Something Shull does well is allow his narrator to be wrong and to learn from it. If it is too auto-fictive, at least it isn’t proud. As a teacher, Able fails over and over again. He gets swept up into his grand ideas of what will change his students’ lives. And when it inevitably doesn’t work—high schoolers are indomitable—like every good teacher you’ve ever had, he tries again.
In the end, Mr. Able’s rebuttal overwhelms the utilitarian position. No, these books will not exactly help you make more money or thrive in the society we’ve been given, but they’ll help you be more human.
Why Teach? is a worthwhile read, and I gladly recommend it to you.
Purchase Link here:
Kudos on reading a Substack author and writing up the book!
For the record, I don't fault WHY TEACH? because its protagonist isn't debauched; I fault the book because its protagonist is *the only character* who isn't debauched. He's a martyr. And there's something dishonest in the attempt to depict his passivity as a "flaw" rivaling the careerism of another character, a rich person's sociopathy -- other characters have categorical character flaws.
Will Able's only flaw -- and he'll apologize to the moon -- is he eats a lot. He's passive.
These aren't real flaws. They're behaviors. Selfish ones. But he pre-empts even THAT legitimate accusation because, as you mention, the character is depressed -- and what's he depressed about?
He's depressed because the school doesn't believe in literature anymore.
He's depressed ON BEHALF of "the children," that condescending moniker he gives to these 16, 17, 18-year olds.
He's depressed that "the children" won't get the spectacular education that he (alone) might otherwise provide them; because yes, we're made to understand that a select few teachers go against the curriculum, and teach whole novels, but we don't SEE them doing the messianic catcher-in-the-rye-type work that Able's doing in his own classroom. And remember: our protagonist is also our narrator, so *the things that he NOTICES are reflective of his personality/headspace.* And one pivotal thing that he doesn't notice, doesn't tell us about, are the other teachers having the sorts of special bonds with students that Able has. Why? Because he, as the narrator, doesn't notice them. Doesn't look for them. He looks only at the teachers who reinforce his own self-image: the masculine-looking colleague who's actually a big cuddly bear. The two feminazis who ALSO hate literature.
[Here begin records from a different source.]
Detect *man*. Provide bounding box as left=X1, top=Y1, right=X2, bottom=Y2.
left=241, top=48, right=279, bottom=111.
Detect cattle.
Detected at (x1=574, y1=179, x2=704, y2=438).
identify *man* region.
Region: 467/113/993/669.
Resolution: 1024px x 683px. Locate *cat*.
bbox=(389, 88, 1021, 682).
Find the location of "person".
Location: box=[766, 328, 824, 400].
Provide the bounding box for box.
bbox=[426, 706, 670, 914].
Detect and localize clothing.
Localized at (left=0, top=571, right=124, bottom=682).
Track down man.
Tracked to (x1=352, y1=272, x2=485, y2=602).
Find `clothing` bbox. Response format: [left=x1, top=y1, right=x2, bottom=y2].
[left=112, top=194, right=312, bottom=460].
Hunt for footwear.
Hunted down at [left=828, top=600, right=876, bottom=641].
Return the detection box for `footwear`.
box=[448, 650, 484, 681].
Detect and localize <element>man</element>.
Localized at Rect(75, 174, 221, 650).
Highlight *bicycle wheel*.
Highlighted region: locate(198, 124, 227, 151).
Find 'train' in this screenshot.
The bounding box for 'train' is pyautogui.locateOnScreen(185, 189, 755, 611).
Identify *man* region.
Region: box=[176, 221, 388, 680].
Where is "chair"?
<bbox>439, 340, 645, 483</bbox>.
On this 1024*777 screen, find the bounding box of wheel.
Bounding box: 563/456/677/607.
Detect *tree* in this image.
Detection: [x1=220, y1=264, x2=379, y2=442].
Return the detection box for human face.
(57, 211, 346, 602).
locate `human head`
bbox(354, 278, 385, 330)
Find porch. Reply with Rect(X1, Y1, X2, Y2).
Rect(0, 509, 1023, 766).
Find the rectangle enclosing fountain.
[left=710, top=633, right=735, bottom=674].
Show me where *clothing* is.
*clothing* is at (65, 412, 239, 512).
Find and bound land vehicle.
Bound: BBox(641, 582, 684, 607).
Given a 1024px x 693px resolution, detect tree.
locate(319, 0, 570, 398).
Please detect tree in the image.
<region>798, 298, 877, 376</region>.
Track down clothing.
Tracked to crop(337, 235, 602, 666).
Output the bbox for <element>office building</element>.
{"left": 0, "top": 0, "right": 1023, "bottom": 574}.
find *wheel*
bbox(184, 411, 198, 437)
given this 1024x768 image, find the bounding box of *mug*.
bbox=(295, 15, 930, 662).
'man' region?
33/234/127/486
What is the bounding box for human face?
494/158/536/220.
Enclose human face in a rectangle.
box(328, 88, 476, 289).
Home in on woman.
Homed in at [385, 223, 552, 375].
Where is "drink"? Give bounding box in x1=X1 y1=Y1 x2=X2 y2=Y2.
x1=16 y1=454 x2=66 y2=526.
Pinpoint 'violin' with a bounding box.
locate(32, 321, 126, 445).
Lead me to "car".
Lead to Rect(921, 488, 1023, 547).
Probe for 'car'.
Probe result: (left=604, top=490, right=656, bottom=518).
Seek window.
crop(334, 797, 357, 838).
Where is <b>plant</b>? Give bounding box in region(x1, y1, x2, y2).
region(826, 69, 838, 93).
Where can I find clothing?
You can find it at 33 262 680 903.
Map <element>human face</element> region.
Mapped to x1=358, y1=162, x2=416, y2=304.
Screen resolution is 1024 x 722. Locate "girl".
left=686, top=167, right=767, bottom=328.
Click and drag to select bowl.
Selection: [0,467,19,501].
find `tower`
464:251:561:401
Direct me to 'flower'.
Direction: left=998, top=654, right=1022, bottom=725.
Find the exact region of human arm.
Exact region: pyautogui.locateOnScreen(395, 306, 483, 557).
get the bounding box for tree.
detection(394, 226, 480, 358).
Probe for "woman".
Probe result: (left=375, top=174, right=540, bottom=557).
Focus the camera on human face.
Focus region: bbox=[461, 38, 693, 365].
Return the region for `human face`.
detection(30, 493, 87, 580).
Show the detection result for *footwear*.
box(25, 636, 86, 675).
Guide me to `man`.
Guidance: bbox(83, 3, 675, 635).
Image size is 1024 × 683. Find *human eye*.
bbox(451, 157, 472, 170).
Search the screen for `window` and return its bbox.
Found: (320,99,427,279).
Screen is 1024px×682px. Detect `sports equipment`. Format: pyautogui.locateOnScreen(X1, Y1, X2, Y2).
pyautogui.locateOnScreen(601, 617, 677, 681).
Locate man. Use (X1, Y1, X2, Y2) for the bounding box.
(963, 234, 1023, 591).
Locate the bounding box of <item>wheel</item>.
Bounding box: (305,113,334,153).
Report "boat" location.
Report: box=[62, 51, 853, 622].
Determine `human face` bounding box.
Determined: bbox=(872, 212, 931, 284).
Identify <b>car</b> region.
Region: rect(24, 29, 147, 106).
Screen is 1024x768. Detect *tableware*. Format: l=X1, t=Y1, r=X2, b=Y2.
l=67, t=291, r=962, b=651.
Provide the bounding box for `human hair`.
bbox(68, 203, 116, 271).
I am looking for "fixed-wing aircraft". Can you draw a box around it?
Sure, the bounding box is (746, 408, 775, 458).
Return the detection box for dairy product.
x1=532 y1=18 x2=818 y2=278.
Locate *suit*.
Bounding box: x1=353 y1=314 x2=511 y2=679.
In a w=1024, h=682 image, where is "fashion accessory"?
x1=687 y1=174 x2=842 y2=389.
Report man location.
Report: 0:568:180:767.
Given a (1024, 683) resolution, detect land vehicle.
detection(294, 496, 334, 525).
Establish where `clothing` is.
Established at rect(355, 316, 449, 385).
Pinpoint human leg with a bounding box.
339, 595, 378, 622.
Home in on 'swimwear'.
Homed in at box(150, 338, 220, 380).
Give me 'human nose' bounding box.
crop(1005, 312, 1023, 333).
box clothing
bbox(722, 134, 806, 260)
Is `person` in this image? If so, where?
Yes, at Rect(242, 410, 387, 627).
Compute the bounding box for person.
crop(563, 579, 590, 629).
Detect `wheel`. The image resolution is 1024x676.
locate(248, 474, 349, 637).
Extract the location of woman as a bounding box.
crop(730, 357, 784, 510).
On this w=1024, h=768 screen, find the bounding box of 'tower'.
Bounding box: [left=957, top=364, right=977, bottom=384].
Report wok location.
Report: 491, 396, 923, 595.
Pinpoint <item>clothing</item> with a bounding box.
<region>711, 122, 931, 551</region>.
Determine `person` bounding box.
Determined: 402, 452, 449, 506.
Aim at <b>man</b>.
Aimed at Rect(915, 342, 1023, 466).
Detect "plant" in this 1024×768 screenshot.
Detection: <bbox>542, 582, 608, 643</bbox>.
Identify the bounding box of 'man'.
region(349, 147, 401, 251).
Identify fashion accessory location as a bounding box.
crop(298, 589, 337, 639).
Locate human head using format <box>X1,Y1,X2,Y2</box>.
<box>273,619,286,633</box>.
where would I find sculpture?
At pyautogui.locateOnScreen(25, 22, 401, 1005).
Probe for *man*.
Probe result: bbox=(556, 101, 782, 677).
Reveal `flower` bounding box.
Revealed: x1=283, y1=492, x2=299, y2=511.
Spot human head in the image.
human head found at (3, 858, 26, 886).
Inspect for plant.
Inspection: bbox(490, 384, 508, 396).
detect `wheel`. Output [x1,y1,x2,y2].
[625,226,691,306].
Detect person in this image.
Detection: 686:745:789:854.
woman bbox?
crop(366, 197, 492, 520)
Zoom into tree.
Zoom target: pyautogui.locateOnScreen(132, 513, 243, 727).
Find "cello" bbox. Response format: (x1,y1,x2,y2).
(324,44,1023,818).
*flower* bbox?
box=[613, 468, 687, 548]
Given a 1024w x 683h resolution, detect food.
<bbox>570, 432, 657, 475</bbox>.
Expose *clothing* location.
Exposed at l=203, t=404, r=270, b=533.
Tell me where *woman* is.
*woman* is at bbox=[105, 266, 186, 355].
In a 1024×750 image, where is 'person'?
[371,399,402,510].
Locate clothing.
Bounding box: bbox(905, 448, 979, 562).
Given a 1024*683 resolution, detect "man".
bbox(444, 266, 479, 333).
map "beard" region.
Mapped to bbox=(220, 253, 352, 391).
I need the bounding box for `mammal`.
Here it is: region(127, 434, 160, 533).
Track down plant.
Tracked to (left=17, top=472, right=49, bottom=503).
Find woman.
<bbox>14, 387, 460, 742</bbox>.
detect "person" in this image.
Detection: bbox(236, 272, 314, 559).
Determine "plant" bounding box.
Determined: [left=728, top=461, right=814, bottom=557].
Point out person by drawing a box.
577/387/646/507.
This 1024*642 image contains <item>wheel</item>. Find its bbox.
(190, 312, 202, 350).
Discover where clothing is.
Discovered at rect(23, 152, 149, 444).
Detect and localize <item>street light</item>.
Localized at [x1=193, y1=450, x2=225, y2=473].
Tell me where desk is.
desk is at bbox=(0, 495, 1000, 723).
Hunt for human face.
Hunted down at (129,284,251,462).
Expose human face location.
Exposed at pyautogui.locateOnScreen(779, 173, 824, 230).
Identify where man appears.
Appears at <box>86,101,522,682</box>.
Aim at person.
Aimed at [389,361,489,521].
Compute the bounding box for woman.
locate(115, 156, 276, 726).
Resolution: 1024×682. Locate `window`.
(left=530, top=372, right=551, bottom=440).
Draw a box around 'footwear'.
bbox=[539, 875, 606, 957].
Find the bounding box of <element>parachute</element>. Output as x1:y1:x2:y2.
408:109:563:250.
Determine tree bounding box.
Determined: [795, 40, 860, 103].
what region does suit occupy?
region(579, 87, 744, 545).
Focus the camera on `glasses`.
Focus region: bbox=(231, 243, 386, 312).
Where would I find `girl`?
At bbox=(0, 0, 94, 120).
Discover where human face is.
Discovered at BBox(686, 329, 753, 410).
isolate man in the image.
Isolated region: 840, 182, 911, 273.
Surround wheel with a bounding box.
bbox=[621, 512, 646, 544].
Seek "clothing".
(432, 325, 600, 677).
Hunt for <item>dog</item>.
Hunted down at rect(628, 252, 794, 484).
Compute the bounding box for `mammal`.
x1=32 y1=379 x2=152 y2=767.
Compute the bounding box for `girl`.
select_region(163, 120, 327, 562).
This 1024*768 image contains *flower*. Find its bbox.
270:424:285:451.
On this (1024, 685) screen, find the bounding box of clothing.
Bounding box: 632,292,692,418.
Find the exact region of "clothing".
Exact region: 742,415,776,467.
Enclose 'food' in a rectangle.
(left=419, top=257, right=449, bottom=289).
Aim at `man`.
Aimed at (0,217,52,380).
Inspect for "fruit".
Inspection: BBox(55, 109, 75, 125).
What bothered me about the book is that it's dishonest -- but it's a gaslighty dishonesty predicated on the narrator's performative self-loathing: he's PRETENDING to dislike himself, when really he's obsessed with himself, and if you were to say to him, "You're only pretending to dislike yourself, you're actually self-obsessed," he would do some mopey Eeyore, "Yeah. You're right. I'm the worst. Watch me eat this."
Dude I'm worked up over here lol BUT I DO LIKE THE BOOK, so I agree with you there, which I guess accounts for why this thing kinda hypnotized me, and got my dukes up, is that I resented falling into what seemed like a story being told by a liar -- and yet, it's a work of fiction...
There's layers and layers.
I enjoyed this; hadn't thought of it as a subtler version of "Fahrenheit 451," but it makes sense!